SL DECTET Live @ The Bunker gets reviewed by Dave Sumner of BirdistheWorm.com

“Following the release of his duo debut recordings Narratives and These Are the Words, and in between two separate touring stints, multi-reedist Steven Lugerner felt a need to work on a new project in that period of down time.  Deciding to expand on the personnel and arrangements from the line-ups he had been working with, he ended up with a dectet and a set of compositions to match.  Following a series of rehearsals, they went into the recording studio for one session… which became Live at the Bunker.”

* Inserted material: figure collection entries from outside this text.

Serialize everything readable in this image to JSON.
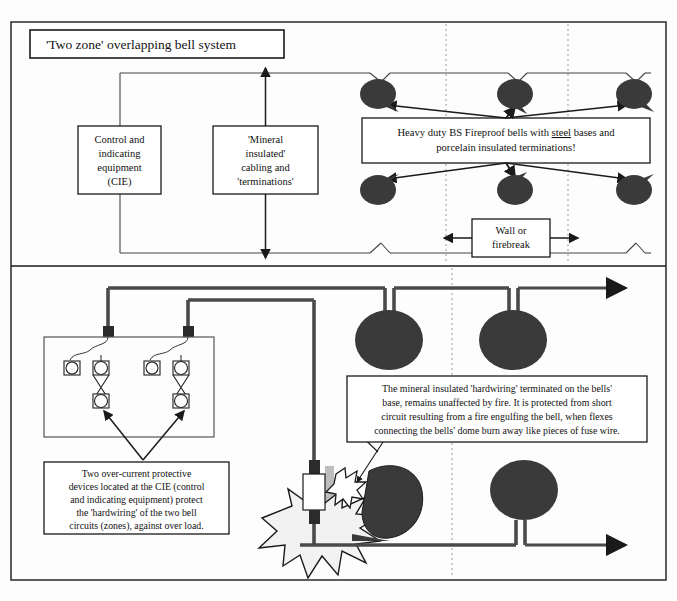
{
  "figure": {
    "title": "'Two zone' overlapping bell system",
    "background_color": "#fdfdfd",
    "line_color": "#1a1a1a",
    "bell_color": "#3a3a3a",
    "wall_color": "#b8b8b8",
    "flame_fill": "#f2f2f2"
  },
  "top_panel": {
    "boxes": {
      "cie": "Control and\nindicating\nequipment\n(CIE)",
      "cie_lines": [
        "Control and",
        "indicating",
        "equipment",
        "(CIE)"
      ],
      "cabling_lines": [
        "'Mineral",
        "insulated'",
        "cabling and",
        "'terminations'"
      ],
      "bells_note_lines_a": "Heavy duty BS Fireproof bells with ",
      "bells_note_underlined": "steel",
      "bells_note_lines_b": " bases and",
      "bells_note_line2": "porcelain insulated terminations!",
      "wall_lines": [
        "Wall or",
        "firebreak"
      ]
    },
    "bells": [
      {
        "id": "top-bell-1",
        "cx": 378,
        "cy": 94,
        "rx": 18,
        "ry": 15
      },
      {
        "id": "top-bell-2",
        "cx": 515,
        "cy": 94,
        "rx": 18,
        "ry": 15
      },
      {
        "id": "top-bell-3",
        "cx": 634,
        "cy": 94,
        "rx": 18,
        "ry": 15
      },
      {
        "id": "bottom-bell-1",
        "cx": 378,
        "cy": 190,
        "rx": 18,
        "ry": 15
      },
      {
        "id": "bottom-bell-2",
        "cx": 515,
        "cy": 190,
        "rx": 18,
        "ry": 15
      },
      {
        "id": "bottom-bell-3",
        "cx": 634,
        "cy": 190,
        "rx": 18,
        "ry": 15
      }
    ],
    "firebreak_dotted_x": [
      446,
      568
    ]
  },
  "bottom_panel": {
    "note_bells_lines": [
      "The mineral insulated 'hardwiring' terminated on the bells'",
      "base, remains unaffected by fire. It is protected from short",
      "circuit resulting from a fire engulfing the bell, when flexes",
      "connecting the bells' dome burn away like pieces of fuse wire."
    ],
    "note_cie_lines": [
      "Two over-current protective",
      "devices located at the CIE (control",
      "and indicating equipment) protect",
      "the 'hardwiring' of the two bell",
      "circuits (zones), against over load."
    ],
    "bells": [
      {
        "id": "lower-bell-1",
        "cx": 389,
        "cy": 340,
        "rx": 34,
        "ry": 30
      },
      {
        "id": "lower-bell-2",
        "cx": 513,
        "cy": 340,
        "rx": 34,
        "ry": 30
      },
      {
        "id": "lower-bell-3",
        "cx": 524,
        "cy": 490,
        "rx": 34,
        "ry": 30
      }
    ],
    "firebreak_dotted_x": [
      452
    ]
  }
}
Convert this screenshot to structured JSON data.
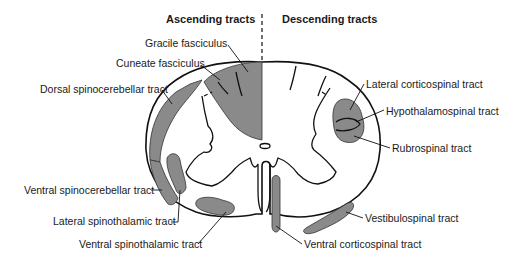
{
  "headers": {
    "ascending": "Ascending tracts",
    "descending": "Descending tracts"
  },
  "labels": {
    "gracile_fasciculus": "Gracile fasciculus",
    "cuneate_fasciculus": "Cuneate fasciculus",
    "dorsal_spinocerebellar": "Dorsal spinocerebellar tract",
    "ventral_spinocerebellar": "Ventral spinocerebellar tract",
    "lateral_spinothalamic": "Lateral spinothalamic tract",
    "ventral_spinothalamic": "Ventral spinothalamic tract",
    "lateral_corticospinal": "Lateral corticospinal tract",
    "hypothalamospinal": "Hypothalamospinal tract",
    "rubrospinal": "Rubrospinal tract",
    "vestibulospinal": "Vestibulospinal tract",
    "ventral_corticospinal": "Ventral corticospinal tract"
  },
  "colors": {
    "tract_fill": "#8a8a8a",
    "outline": "#111111",
    "background": "#ffffff"
  }
}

“I first became familiar with Lugerner right around the time he first released his two debut albums.  Both received mention in my Best of 2011 run-down, and both still deserve it.  Two different albums, a septet and a quartet session, each with different personnel, and each having different sounds (Narratives a storytelling demeanor and These Are the Words an argumentative one), and both articulating impressive creative visions… particularly astonishing in light of the debut status.  And Lugerner has a new release out soon, For We Have Heard, so I didn’t want this particular release to perhaps get lost in the crowd.  No overdubs or editing, it’s a single performance that serves as another photograph of the development of Lugerner’s sound and vision.  That, and it’s just a fascinating little album.”

Of immediate impact is the inclusion of banjo on this recording, and the doubling up with guitar.  Opening track “Bells & Whistles” offers up an enticing juxtaposition between the quaint rustic chatter of banjo and the assertive voices of saxes and brass, sections that quaver like sunlight on a calm breeze and others that skitter happily along.  Even those times when saxes and brass join forces, the expressions are languorous and bewitching, doing nothing to dispel the tune’s congenial ambiance.

But that doesn’t last throughout.  “Cardboard” takes a few departures into different territories.  What starts out a peaceful tune descends into avant-garde territory.  The clash of sounds does a remarkable job of mimicking a forest thick with the sound of wild birds… an effect that instills a meditative calm at a dissonant moment.  Wurlitzer offers a shimmery response to the combined roar of saxophones.  Eventually the tune takes another turn, this time into more conventional territory, before eventually ending up from where it began.

“Maaria” opens with the howl of saxophones and the rattle of banjo across the floor.  A haunting tune, though not necessarily threatening.  It slowly morphs into a lullaby that dreams of becoming a ballad.

“Spectrophobia” hammers the melody down in place, then slowly taps it gently throughout the remainder of the song.  Light on its feet and twisting up and quickly unwinding, it gives the sense of motion standing in place, and shares a neighborhood with the forward-thinking music of Todd Sickafoose’s Tiny Resistors.

The album ends with “Alondra,” a composition from Lugerner’s Narratives.  Both that version and the one here are enchanting and warm, but the original was often cloaked in dim moonlight and the current rendition is content standing in sunlight.  Lugerner gets the dectet to warp the notes and scar the edges, and the song’s unpolished veneer brings out fascinating details from the composition not evident in the original.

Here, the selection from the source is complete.